Plan provider disclosure errors: A program for self correction?

As I have always said, it would take some time to figure out the effect of fee disclosures on the retirement plan industry.

Things should get a little more interesting as ERISA Attorneys Fred Reish and Bruce Ashton have proposed to the Department of Labor (DOL) that the DOL should institute a voluntary correction program to let plan providers and registered investment advisors (RIAs) to correct errors in relation to fee disclosure and pay a set fee rather than get penalized in a larger amount  later by the DOL (which may equal all the fees that the provider or RIA received from a specific plan).

This program would be akin to the IRS’ Voluntary Compliance Program and the DOL’s Delinquent Filer Voluntary Compliance Program.

I’m all for it because I believe that voluntary compliance programs would ensure more compliance by allowing plan provider to correct errors and then punish those providers who don’t when they get caught on audit..

When it comes to retirement plans, inadvertent errors happen all the time. I know, I’ve made a career of helping correcting them.  Working on retirement plans doesn’t require use to be prophets, providers and plan sponsors don’t have to be perfect, they just need a method to strive to be. Allowing plan providers to correct inadvertent errors encourages compliance by having providers acknowledge them while no compliance program encourages them to bury their errors. The movie Casino told us about the holes in the Nevada desert where problems are settled and buried, let us not have a retirement plan landscape that encourages providers to bury their errors and problems when a voluntary compliance program can encourage them to correct inadvertent errors and punish those providers who defy compliance or make “advertent” errors.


TASK TO COMPLETE
Could you write out all of the data again, word for word?

DATA EXTRACTS
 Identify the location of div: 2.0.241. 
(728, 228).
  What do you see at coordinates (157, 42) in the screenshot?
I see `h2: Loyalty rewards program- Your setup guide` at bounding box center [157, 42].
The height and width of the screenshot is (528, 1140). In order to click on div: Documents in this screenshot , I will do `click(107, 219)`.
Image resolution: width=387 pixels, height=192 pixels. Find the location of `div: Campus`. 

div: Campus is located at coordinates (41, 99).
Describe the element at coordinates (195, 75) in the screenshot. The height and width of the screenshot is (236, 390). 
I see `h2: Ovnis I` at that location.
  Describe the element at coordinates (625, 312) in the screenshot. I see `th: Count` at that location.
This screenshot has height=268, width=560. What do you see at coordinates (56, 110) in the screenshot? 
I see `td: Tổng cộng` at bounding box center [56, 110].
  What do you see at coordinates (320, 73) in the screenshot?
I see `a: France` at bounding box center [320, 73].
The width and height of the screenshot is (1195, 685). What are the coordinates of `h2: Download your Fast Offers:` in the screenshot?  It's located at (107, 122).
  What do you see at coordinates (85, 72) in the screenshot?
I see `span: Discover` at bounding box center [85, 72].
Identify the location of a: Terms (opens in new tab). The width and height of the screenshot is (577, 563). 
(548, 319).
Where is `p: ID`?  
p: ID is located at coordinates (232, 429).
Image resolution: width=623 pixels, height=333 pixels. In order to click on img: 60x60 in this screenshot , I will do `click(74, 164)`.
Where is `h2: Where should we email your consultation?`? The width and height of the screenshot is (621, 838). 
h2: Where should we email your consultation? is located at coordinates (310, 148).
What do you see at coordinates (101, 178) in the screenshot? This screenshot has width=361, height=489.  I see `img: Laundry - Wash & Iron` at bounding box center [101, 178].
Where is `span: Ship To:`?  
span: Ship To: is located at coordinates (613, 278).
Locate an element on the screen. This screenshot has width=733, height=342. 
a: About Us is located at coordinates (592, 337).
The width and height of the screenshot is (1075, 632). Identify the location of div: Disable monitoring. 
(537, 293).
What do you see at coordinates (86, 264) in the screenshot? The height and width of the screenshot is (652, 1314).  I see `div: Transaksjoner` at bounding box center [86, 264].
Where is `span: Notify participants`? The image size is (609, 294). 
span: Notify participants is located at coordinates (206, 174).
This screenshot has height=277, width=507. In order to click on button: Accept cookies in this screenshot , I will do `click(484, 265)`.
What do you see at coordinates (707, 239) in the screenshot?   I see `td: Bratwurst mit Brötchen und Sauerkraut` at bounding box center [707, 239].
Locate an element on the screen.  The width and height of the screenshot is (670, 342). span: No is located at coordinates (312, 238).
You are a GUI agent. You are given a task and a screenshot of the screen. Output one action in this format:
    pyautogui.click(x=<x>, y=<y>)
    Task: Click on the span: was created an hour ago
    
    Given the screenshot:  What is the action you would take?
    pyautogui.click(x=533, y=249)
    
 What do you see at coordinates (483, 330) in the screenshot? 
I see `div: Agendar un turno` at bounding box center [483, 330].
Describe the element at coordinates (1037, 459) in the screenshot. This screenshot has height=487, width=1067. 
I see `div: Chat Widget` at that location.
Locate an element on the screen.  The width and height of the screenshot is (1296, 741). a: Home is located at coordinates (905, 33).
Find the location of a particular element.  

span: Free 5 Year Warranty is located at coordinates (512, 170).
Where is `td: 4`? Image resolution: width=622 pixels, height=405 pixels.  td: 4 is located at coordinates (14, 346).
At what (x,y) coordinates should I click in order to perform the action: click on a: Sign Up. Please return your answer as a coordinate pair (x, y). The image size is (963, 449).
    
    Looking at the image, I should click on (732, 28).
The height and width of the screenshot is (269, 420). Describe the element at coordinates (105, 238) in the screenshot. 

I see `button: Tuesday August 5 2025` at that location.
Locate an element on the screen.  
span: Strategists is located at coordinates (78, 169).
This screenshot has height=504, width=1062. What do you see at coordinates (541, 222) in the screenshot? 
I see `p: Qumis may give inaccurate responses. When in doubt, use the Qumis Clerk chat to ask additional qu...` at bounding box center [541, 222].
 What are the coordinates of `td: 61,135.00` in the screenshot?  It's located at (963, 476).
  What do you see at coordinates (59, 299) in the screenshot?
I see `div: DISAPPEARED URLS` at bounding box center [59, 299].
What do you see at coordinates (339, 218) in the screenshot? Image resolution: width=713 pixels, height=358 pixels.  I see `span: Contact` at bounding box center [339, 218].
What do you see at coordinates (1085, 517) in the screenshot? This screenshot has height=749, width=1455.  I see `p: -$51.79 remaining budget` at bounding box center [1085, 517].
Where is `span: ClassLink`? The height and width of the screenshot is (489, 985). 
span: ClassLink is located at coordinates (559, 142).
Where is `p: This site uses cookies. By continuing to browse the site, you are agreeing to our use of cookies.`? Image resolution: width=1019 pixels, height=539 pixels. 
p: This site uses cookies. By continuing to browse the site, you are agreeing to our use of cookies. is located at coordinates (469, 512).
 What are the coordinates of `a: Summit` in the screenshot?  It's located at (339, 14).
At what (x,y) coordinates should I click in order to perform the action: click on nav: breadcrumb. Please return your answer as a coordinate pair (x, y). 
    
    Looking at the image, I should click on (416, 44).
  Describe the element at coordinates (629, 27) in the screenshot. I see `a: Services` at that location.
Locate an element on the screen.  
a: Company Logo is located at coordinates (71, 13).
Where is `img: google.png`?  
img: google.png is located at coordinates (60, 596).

TASK RESPONSE
 Identify the location of div: 2.0.241. 
(728, 228).
  What do you see at coordinates (157, 42) in the screenshot?
I see `h2: Loyalty rewards program- Your setup guide` at bounding box center [157, 42].
The height and width of the screenshot is (528, 1140). In order to click on div: Documents in this screenshot , I will do `click(107, 219)`.
Image resolution: width=387 pixels, height=192 pixels. Find the location of `div: Campus`. 

div: Campus is located at coordinates (41, 99).
Describe the element at coordinates (195, 75) in the screenshot. The height and width of the screenshot is (236, 390). 
I see `h2: Ovnis I` at that location.
  Describe the element at coordinates (625, 312) in the screenshot. I see `th: Count` at that location.
This screenshot has height=268, width=560. What do you see at coordinates (56, 110) in the screenshot? 
I see `td: Tổng cộng` at bounding box center [56, 110].
  What do you see at coordinates (320, 73) in the screenshot?
I see `a: France` at bounding box center [320, 73].
The width and height of the screenshot is (1195, 685). What are the coordinates of `h2: Download your Fast Offers:` in the screenshot?  It's located at (107, 122).
  What do you see at coordinates (85, 72) in the screenshot?
I see `span: Discover` at bounding box center [85, 72].
Identify the location of a: Terms (opens in new tab). The width and height of the screenshot is (577, 563). 
(548, 319).
Where is `p: ID`?  
p: ID is located at coordinates (232, 429).
Image resolution: width=623 pixels, height=333 pixels. In order to click on img: 60x60 in this screenshot , I will do `click(74, 164)`.
Where is `h2: Where should we email your consultation?`? The width and height of the screenshot is (621, 838). 
h2: Where should we email your consultation? is located at coordinates (310, 148).
What do you see at coordinates (101, 178) in the screenshot? This screenshot has width=361, height=489.  I see `img: Laundry - Wash & Iron` at bounding box center [101, 178].
Where is `span: Ship To:`?  
span: Ship To: is located at coordinates (613, 278).
Locate an element on the screen. This screenshot has width=733, height=342. 
a: About Us is located at coordinates (592, 337).
The width and height of the screenshot is (1075, 632). Identify the location of div: Disable monitoring. 
(537, 293).
What do you see at coordinates (86, 264) in the screenshot? The height and width of the screenshot is (652, 1314).  I see `div: Transaksjoner` at bounding box center [86, 264].
Where is `span: Notify participants`? The image size is (609, 294). 
span: Notify participants is located at coordinates (206, 174).
This screenshot has height=277, width=507. In order to click on button: Accept cookies in this screenshot , I will do `click(484, 265)`.
What do you see at coordinates (707, 239) in the screenshot?   I see `td: Bratwurst mit Brötchen und Sauerkraut` at bounding box center [707, 239].
Locate an element on the screen.  The width and height of the screenshot is (670, 342). span: No is located at coordinates (312, 238).
You are a GUI agent. You are given a task and a screenshot of the screen. Output one action in this format:
    pyautogui.click(x=<x>, y=<y>)
    Task: Click on the span: was created an hour ago
    
    Given the screenshot:  What is the action you would take?
    pyautogui.click(x=533, y=249)
    
 What do you see at coordinates (483, 330) in the screenshot? 
I see `div: Agendar un turno` at bounding box center [483, 330].
Describe the element at coordinates (1037, 459) in the screenshot. This screenshot has height=487, width=1067. 
I see `div: Chat Widget` at that location.
Locate an element on the screen.  The width and height of the screenshot is (1296, 741). a: Home is located at coordinates (905, 33).
Find the location of a particular element.  

span: Free 5 Year Warranty is located at coordinates (512, 170).
Where is `td: 4`? Image resolution: width=622 pixels, height=405 pixels.  td: 4 is located at coordinates (14, 346).
At what (x,y) coordinates should I click in order to perform the action: click on a: Sign Up. Please return your answer as a coordinate pair (x, y). The image size is (963, 449).
    
    Looking at the image, I should click on (732, 28).
The height and width of the screenshot is (269, 420). Describe the element at coordinates (105, 238) in the screenshot. 

I see `button: Tuesday August 5 2025` at that location.
Locate an element on the screen.  
span: Strategists is located at coordinates (78, 169).
This screenshot has height=504, width=1062. What do you see at coordinates (541, 222) in the screenshot? 
I see `p: Qumis may give inaccurate responses. When in doubt, use the Qumis Clerk chat to ask additional qu...` at bounding box center [541, 222].
 What are the coordinates of `td: 61,135.00` in the screenshot?  It's located at (963, 476).
  What do you see at coordinates (59, 299) in the screenshot?
I see `div: DISAPPEARED URLS` at bounding box center [59, 299].
What do you see at coordinates (339, 218) in the screenshot? Image resolution: width=713 pixels, height=358 pixels.  I see `span: Contact` at bounding box center [339, 218].
What do you see at coordinates (1085, 517) in the screenshot? This screenshot has height=749, width=1455.  I see `p: -$51.79 remaining budget` at bounding box center [1085, 517].
Where is `span: ClassLink`? The height and width of the screenshot is (489, 985). 
span: ClassLink is located at coordinates (559, 142).
Where is `p: This site uses cookies. By continuing to browse the site, you are agreeing to our use of cookies.`? Image resolution: width=1019 pixels, height=539 pixels. 
p: This site uses cookies. By continuing to browse the site, you are agreeing to our use of cookies. is located at coordinates (469, 512).
 What are the coordinates of `a: Summit` in the screenshot?  It's located at (339, 14).
At what (x,y) coordinates should I click in order to perform the action: click on nav: breadcrumb. Please return your answer as a coordinate pair (x, y). 
    
    Looking at the image, I should click on (416, 44).
  Describe the element at coordinates (629, 27) in the screenshot. I see `a: Services` at that location.
Locate an element on the screen.  
a: Company Logo is located at coordinates (71, 13).
Where is `img: google.png`?  
img: google.png is located at coordinates (60, 596).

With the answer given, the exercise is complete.